News shows have become self-aware. Morning Joe, which used to be a show for wonks who wake up early, is now an elaborate series of sales pitches designed to sway Trump in the hosts’ ideological direction, down to White House staffing. This week, the hosts were out for Kellyanne Conway and Stephen Miller’s blood. The other week, it was Sean Spicer. Next week, who knows? Maybe it’ll be Bannon, or the gold toilet in Trump Tower. A Fox News host taking a Shep Smith stand could be throwing themselves to the wolves, or shouting into nothing. A CNN intern tasked with composing chyrons may be whittling away their young years in a control room, or they may be responsible for the wording of a presidential tweet that could start World War III.

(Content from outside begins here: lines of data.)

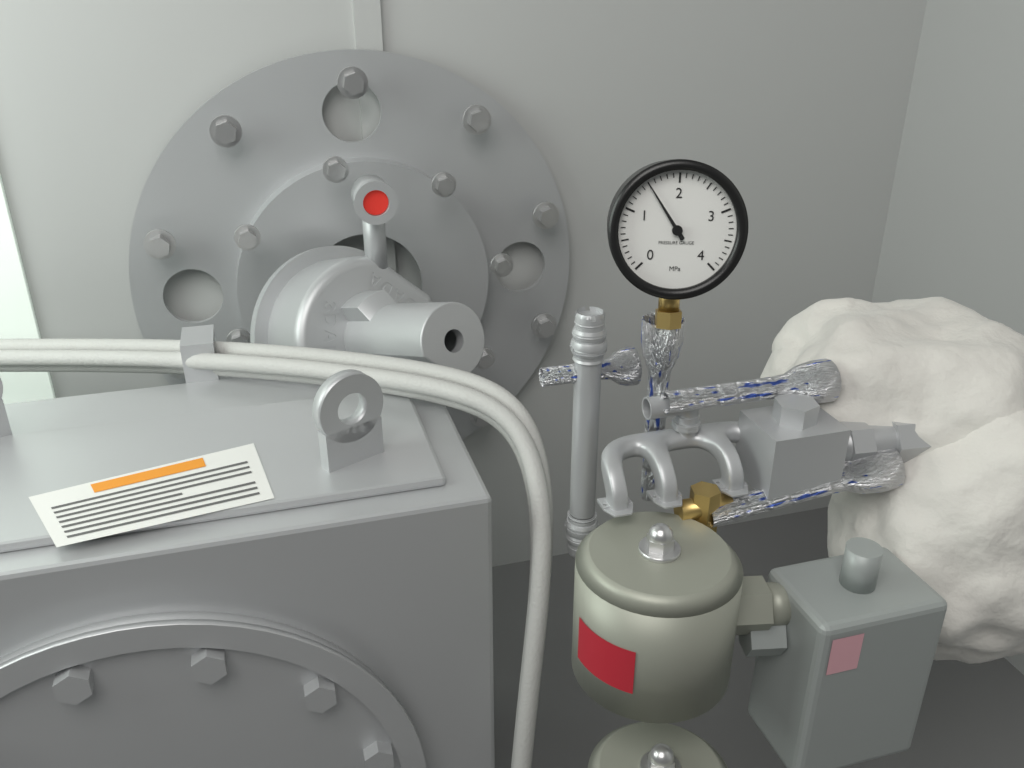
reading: 1.5 MPa
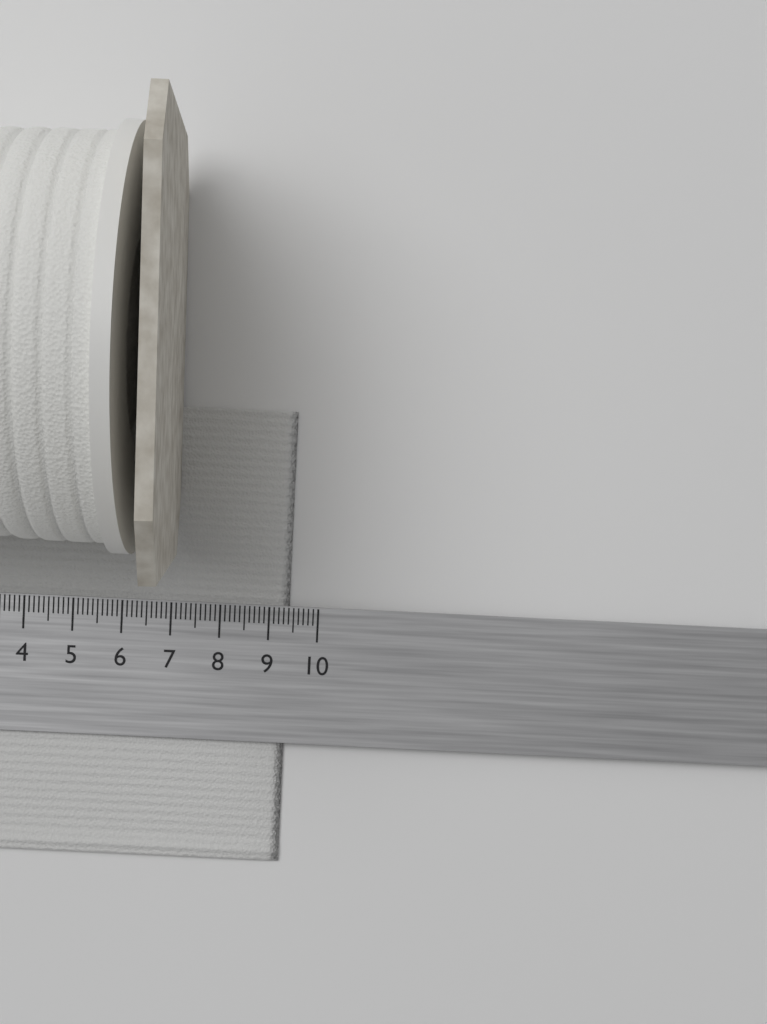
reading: 9.4 cm
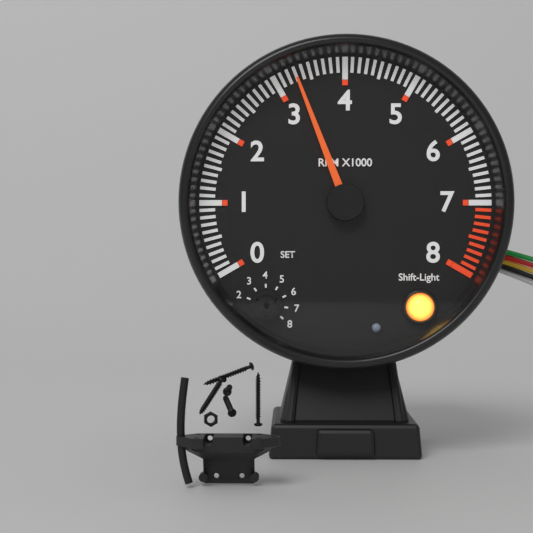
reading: 3300 RPM
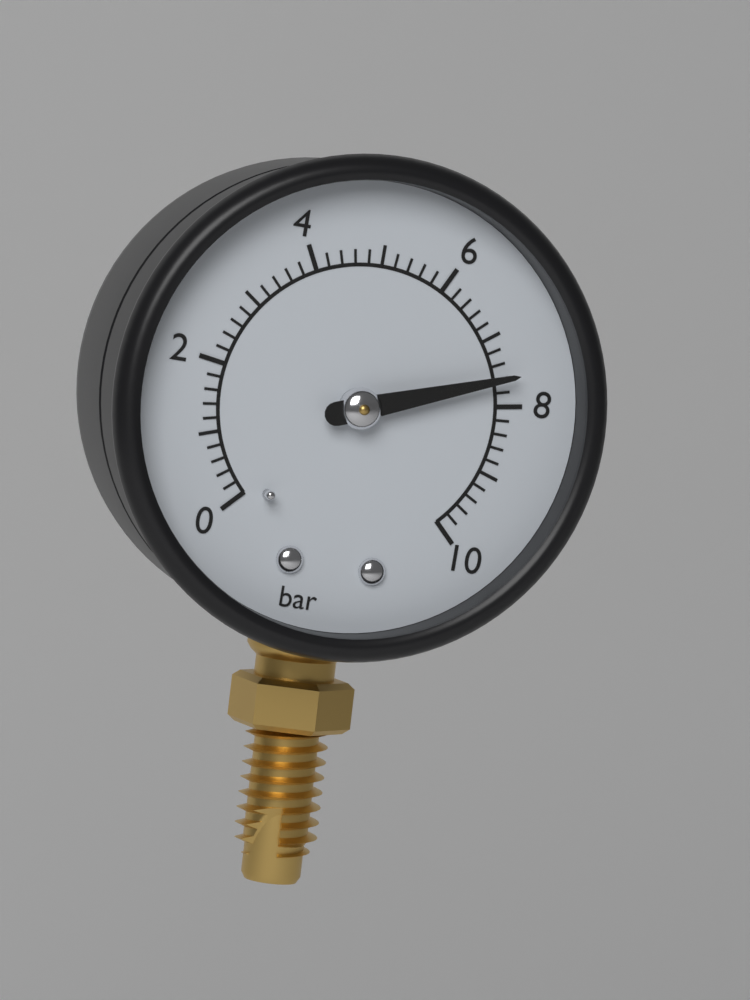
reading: 7.6 bar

Saturday Night Live is now armed with a renewed sense of political purpose. Every week features a new presidential nose tweak. But, for as sharp as the show has been since November, watching now feels almost like watching a jester whose purpose is to annoy the king, while the king sits splay-legged in the throne growing angrier and angrier. Once the performance ends, they’ll switch places, and Trump will take his turn playing the fool in court and the jesters laughing. Switch, switch, switch. They’re laughing and angry and laughing and angry.
Then there’s Trump’s performance of the presidency itself. It’s not clear, a month in, if the leader of the free world understands that what he’s doing is actual reality rather than reality TV. Last week’s press conference could have stood alone as a piece of deadpan genius stand-up comedy if the man wasn’t always trailed by a human carrying a briefcase we call, sportingly, the “nuclear football.” He paraded the Japanese prime minister around his golf resort patio, waving classified documents around with abandon. He announced his Supreme Court pick like he was announcing the second runner up for Miss Delaware.
The day-to-day of the presidency is not enough for President Trump. He pines for drama like a teenage boy pines for a tube sock and a few pumps of hand lotion, and so the boundary between the banality of governing and the excitement of campaigning had to go, too. He scheduled a campaign rally in Florida this weekend for no other reason besides apparently wanting people to clap for him. He routinely brings up Hillary Clinton in press conferences, even though the campaign ended months ago, and Hillary’s probably wandered through the Chappaqua woods and all the way up to Canada by now.
When everything is culture and everything is politics, nothing is free of either. When governing is campaigning is governing, no governing or campaigning gets done. When audience is performer, neither can settle into either role. Being and experiencing everything at all times feels a lot like nothing.